On Sep 16, 12:34 pm, Dave Howell <[email protected]>
wrote:
> On Sep 16, 2010, at 9:01 , Jeremy Evans wrote:
>
> >>         >> c.batch_id="375a4e3c-5fc1-11df-94f7-00065b3f562c"
> >>         => "375a4e3c-5fc1-11df-94f7-00065b3f562c"
> >>         >> c.valid?
> >>         => true
>
> >> What? But .percentage isn't even defined yet . . .
> >> I cannot figure out why the validation system is correctly monitoring the 
> >> two _id parameters, but completely ignoring the percentage.
>
> > I can't replicate this:
>
> And well you shouldn't. I apologize for being a dummkopf and wasting your 
> time.
>
> It seems, a few weeks ago, I'd been perplexed by getting back this 
> 'BigDecimal" type which kept formatting in an exasperatingly useless way, so 
> I'd added
>
>         def percentage
>                 super.to_f
>         end
>
> to the definition of the Component model. I'm not sure if that code even 
> accomplished anything, but it certainly messed up the validation code.
>
> Removing it has solved the problem.

That makes sense, as super would return nil, nil.to_f is 0.0, and 0.0
is both not nil (passing presence) and a number (passing numeric).

If you really want to deal with percentage as a float, you should
probably be using a double precision type in the database.  You are
probably using a decimal or numeric type in the database, and the only
appropriate ruby type is BigDecimal, as Float does not support
arbitrary precision (it has about 15 significant digits).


**PROBLEM DESCRIPTION**:
Tell how many lines in the data contain the string "arrowhead", using a single number as the whole reply.

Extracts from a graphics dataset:
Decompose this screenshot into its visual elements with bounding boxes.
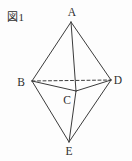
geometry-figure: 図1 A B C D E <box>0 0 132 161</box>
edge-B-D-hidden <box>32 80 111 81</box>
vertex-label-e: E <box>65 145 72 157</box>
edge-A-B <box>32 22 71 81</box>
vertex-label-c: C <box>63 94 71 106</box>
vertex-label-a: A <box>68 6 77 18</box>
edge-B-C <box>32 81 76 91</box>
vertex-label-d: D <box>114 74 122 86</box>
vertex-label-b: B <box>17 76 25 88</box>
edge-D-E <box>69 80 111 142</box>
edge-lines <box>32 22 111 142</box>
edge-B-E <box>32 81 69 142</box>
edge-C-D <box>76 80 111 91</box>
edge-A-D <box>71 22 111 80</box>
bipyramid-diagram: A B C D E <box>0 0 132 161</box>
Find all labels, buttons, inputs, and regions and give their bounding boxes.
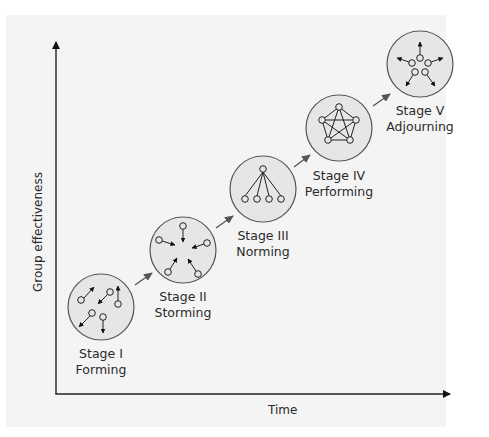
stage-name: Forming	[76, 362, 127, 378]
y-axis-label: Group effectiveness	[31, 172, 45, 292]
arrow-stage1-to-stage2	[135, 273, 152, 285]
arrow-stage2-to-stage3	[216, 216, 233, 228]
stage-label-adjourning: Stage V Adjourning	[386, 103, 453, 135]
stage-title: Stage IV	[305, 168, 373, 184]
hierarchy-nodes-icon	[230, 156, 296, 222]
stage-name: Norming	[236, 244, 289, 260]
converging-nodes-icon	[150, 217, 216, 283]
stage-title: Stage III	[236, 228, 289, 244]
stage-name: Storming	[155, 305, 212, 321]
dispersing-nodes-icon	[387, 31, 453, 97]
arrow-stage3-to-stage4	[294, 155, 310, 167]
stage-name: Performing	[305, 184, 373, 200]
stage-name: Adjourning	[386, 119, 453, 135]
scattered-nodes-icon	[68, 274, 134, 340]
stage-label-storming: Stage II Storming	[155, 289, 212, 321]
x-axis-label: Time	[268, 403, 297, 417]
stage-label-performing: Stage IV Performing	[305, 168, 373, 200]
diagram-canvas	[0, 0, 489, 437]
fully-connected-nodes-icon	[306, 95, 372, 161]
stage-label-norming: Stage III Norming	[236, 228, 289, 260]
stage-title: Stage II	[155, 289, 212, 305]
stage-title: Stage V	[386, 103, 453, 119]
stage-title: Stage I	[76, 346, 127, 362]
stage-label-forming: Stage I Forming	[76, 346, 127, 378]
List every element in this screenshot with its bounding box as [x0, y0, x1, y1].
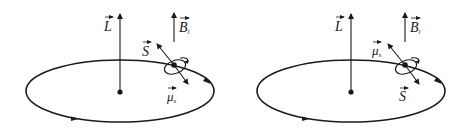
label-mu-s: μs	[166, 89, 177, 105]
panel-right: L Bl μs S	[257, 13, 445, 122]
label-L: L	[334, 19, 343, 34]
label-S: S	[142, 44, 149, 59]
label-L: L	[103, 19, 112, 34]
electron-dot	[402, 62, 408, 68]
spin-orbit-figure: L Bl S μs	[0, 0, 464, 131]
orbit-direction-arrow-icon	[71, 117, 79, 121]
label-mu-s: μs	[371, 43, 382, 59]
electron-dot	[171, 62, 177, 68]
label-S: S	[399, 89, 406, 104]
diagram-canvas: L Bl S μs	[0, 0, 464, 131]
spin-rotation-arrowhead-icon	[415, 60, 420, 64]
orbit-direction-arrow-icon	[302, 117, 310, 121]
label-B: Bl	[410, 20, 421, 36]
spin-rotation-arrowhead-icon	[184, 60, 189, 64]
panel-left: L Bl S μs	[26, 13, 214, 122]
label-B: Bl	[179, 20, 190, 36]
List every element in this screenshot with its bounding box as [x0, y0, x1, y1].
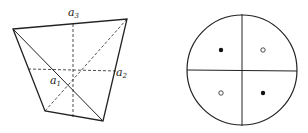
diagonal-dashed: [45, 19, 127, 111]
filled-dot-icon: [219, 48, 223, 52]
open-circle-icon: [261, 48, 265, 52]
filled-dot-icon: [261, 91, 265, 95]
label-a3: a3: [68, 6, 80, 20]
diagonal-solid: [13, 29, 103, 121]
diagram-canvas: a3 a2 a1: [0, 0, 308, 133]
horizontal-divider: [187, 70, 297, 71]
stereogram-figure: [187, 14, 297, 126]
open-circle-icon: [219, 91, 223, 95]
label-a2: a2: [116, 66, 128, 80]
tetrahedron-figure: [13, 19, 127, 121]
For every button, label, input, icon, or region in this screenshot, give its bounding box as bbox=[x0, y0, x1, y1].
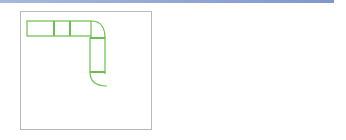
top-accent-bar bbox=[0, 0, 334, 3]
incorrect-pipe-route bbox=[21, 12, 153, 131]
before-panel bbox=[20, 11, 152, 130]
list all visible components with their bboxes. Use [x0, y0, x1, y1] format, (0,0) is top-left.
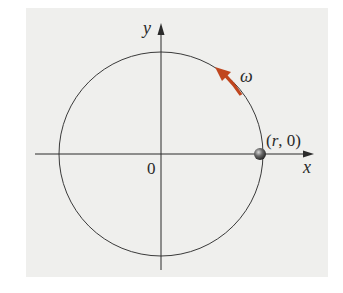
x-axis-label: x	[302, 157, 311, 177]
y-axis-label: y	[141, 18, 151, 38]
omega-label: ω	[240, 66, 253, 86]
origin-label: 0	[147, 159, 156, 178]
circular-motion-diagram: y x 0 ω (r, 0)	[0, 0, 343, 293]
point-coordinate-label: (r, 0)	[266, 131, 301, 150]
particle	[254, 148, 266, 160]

**RESULT FOR THIS EXERCISE**:
2